Elyn Saks describes her struggle with schizophrenia
Let’s try something new this week. Inspired by Dave Munger’s new blog, The Daily Monthly, I’m going to try posting about a single topic for a week. This week’s topic will be schizophrenia. We’ll start with Elyn Saks, a professor of law at the University of Southern California and a winner of a MacArthur “genius” grant in 2009. Saks is what you’d call a high-functioning schizophrenic. In a recent Q&A with Scientific American, she compared her symptoms to a waking nightmare.
Objectively, I have delusions (irrational beliefs like that I have killed hundreds of thousands of people with my thoughts); infrequent hallucinations (like watching a huge spider walk up my wall); and disorganized and confused thinking (e.g. what are called “loose associations,” like “my copies of the cases have been infiltrated. We have to case the joint. I don’t believe in joints but they do hold your body together”). These are called “positive symptoms” of schizophrenia. Except for my first two years at Oxford, I have been spared the so-called “negative symptoms”: apathy, withdrawal, inability to work or make friends.
COOK: Do you experience symptoms every day or week? What are they?
SAKS: As my husband likes to say, psychosis is not like an on-off switch but like a dimmer. At one end of the spectrum, I will have transient crazy thoughts (e.g. I have killed people) which I immediately identify as symptoms of my illness and not real. A little further along the spectrum, I may have three or four days of being dominated by crazy thoughts that I can’t push away. And at the far end I am crouching in a corner shaking and moaning.
The transient psychotic thoughts I might have several times a day. The several-day episodes are usually a response to stress and may happen three or four times a year. The experience of crouching in the corner hasn’t happened for years.
She goes on to describe how her work helps her cope with her symptoms by giving her a “center.”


*EXERCISE*:
For the string "upper", search the entries below and copy every line where it appears.

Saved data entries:

━━━━━━━━━━━━━━━━━━━━━━━━━━━━━━

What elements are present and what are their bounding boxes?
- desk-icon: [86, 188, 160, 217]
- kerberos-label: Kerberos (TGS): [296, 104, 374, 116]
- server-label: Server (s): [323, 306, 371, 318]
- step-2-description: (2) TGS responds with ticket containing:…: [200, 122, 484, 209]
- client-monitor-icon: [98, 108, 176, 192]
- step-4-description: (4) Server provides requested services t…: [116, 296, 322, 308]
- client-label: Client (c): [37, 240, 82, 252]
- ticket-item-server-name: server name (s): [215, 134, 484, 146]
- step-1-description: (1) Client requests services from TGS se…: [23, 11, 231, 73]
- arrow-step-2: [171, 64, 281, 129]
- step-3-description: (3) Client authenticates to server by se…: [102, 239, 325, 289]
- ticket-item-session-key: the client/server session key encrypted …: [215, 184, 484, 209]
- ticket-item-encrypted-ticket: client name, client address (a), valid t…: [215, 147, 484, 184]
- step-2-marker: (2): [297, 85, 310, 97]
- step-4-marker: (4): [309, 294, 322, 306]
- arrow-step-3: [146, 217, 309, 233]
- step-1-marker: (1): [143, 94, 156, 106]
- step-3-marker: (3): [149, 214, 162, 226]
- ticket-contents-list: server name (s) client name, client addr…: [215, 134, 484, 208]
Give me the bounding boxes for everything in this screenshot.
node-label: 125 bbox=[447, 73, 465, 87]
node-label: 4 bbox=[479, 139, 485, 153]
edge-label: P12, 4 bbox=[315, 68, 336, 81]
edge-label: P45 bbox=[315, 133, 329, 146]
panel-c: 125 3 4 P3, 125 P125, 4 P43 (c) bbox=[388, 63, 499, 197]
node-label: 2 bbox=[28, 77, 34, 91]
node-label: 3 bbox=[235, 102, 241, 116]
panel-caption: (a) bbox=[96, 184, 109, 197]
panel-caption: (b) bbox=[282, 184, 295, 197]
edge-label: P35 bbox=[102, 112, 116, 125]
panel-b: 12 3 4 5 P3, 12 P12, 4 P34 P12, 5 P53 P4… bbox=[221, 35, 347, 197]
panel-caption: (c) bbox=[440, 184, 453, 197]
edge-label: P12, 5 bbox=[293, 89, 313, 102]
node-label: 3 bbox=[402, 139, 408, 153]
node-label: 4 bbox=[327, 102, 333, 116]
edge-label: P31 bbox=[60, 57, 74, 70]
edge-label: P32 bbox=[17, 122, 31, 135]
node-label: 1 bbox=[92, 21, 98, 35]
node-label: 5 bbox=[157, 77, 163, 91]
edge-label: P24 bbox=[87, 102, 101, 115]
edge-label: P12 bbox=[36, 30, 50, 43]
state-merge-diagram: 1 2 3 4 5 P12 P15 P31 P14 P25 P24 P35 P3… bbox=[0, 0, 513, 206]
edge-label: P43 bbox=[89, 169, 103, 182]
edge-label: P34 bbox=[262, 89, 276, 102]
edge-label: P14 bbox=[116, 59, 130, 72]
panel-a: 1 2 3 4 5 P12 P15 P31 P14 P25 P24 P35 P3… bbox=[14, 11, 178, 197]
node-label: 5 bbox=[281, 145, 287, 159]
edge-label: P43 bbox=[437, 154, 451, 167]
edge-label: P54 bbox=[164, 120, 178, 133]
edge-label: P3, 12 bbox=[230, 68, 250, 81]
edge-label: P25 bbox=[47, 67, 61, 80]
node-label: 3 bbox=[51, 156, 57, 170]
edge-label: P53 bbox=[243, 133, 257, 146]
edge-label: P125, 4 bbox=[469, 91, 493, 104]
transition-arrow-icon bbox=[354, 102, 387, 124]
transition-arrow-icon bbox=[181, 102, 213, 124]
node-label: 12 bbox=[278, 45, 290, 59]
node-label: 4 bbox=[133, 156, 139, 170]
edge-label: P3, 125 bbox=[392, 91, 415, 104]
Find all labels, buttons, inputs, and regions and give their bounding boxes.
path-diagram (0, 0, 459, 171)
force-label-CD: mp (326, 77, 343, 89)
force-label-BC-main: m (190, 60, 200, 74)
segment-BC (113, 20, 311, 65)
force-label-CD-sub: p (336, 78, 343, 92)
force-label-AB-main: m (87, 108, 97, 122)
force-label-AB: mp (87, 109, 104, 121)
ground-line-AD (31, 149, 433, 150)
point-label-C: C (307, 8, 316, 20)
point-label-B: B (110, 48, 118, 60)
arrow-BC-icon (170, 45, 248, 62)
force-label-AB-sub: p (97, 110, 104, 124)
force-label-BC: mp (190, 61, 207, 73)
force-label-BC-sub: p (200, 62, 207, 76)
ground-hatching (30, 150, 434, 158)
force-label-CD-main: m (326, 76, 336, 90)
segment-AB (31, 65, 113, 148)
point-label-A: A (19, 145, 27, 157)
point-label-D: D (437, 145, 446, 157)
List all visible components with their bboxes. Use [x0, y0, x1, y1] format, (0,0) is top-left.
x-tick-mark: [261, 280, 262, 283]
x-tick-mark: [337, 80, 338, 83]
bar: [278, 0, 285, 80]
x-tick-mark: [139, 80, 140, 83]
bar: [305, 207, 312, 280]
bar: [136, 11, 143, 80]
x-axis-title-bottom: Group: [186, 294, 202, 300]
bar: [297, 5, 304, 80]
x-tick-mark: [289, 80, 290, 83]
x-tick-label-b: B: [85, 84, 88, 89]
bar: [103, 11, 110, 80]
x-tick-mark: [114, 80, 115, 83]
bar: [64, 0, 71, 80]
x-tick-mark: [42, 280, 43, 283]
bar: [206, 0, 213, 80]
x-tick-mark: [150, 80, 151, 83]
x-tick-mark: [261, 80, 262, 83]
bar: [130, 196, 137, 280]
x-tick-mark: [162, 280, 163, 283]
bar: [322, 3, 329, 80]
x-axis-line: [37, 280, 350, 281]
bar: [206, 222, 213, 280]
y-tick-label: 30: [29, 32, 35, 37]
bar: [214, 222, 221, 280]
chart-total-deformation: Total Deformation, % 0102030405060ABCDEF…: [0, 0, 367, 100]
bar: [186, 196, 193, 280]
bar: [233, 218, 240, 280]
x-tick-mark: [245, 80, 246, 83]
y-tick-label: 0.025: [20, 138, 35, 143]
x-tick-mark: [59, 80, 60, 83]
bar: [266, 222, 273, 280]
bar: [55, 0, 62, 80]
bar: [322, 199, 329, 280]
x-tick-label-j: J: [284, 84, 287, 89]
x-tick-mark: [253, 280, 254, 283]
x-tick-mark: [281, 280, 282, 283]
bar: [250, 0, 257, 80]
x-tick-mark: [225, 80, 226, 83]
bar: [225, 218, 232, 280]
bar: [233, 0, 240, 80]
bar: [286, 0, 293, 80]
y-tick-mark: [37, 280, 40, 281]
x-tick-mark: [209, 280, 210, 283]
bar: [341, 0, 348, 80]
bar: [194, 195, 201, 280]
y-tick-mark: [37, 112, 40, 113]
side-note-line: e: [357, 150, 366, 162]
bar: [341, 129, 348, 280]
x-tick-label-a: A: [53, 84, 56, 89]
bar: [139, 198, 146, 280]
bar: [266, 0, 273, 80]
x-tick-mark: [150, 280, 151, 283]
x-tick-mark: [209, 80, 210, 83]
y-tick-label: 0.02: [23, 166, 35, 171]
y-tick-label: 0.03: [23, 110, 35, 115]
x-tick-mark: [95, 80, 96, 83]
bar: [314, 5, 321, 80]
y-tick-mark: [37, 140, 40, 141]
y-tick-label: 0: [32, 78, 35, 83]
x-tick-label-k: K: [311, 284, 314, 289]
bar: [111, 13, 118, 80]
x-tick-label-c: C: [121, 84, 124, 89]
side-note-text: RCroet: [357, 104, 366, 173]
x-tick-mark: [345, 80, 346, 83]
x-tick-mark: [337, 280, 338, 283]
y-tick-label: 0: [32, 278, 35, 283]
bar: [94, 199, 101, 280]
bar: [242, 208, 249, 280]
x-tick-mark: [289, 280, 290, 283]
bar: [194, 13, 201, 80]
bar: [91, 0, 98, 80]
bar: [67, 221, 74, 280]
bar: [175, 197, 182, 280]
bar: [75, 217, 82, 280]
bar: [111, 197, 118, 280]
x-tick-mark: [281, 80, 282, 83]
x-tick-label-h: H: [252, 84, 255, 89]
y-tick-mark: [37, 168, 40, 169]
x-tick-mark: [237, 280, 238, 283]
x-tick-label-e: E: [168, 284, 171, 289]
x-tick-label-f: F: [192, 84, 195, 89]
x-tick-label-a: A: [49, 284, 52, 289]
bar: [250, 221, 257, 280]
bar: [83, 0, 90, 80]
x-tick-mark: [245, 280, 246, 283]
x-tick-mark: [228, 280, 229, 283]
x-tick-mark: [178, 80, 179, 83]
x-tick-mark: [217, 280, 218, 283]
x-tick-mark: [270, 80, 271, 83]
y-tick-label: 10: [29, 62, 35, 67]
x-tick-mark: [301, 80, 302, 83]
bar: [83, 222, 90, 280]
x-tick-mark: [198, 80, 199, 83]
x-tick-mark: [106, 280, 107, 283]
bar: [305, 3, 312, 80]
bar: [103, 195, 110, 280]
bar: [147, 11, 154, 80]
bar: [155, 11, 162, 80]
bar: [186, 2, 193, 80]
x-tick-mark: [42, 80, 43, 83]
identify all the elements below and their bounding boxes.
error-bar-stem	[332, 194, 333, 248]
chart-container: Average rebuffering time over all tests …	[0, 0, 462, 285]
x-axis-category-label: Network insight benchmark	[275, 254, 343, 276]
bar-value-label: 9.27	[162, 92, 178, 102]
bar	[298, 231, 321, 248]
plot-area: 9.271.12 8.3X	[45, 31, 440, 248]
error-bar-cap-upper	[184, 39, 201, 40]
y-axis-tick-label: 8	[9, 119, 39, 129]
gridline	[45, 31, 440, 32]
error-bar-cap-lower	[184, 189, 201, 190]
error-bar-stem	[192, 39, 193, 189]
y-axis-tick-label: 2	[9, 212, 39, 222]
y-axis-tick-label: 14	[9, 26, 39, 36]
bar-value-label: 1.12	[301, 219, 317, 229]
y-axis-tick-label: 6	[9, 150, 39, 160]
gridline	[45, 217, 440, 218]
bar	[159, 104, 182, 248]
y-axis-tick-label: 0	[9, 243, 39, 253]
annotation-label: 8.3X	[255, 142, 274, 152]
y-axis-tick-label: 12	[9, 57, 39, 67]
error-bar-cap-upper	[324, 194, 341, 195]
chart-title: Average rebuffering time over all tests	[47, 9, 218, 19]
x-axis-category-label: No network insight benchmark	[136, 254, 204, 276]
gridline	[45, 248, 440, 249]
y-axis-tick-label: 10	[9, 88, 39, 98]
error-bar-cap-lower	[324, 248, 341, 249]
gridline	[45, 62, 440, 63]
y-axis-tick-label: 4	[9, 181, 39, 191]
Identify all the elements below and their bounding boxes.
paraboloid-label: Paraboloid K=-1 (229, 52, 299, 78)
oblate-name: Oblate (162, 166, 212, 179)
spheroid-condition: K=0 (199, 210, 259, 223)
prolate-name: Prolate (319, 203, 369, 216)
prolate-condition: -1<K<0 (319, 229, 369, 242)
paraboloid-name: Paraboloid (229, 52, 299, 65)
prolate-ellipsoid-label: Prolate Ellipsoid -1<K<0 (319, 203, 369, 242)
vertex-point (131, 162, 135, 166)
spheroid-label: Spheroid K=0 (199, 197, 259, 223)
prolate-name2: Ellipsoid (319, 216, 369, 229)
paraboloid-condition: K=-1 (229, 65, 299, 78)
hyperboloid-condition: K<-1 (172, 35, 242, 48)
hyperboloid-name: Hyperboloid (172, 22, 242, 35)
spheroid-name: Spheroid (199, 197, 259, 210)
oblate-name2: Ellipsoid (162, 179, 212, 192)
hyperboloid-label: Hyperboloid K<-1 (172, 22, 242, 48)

━━━━━━━━━━━━━━━━━━━━━━━━━━━━━━

*OUTPUT*:
error-bar-cap-upper	[184, 39, 201, 40]
error-bar-cap-upper	[324, 194, 341, 195]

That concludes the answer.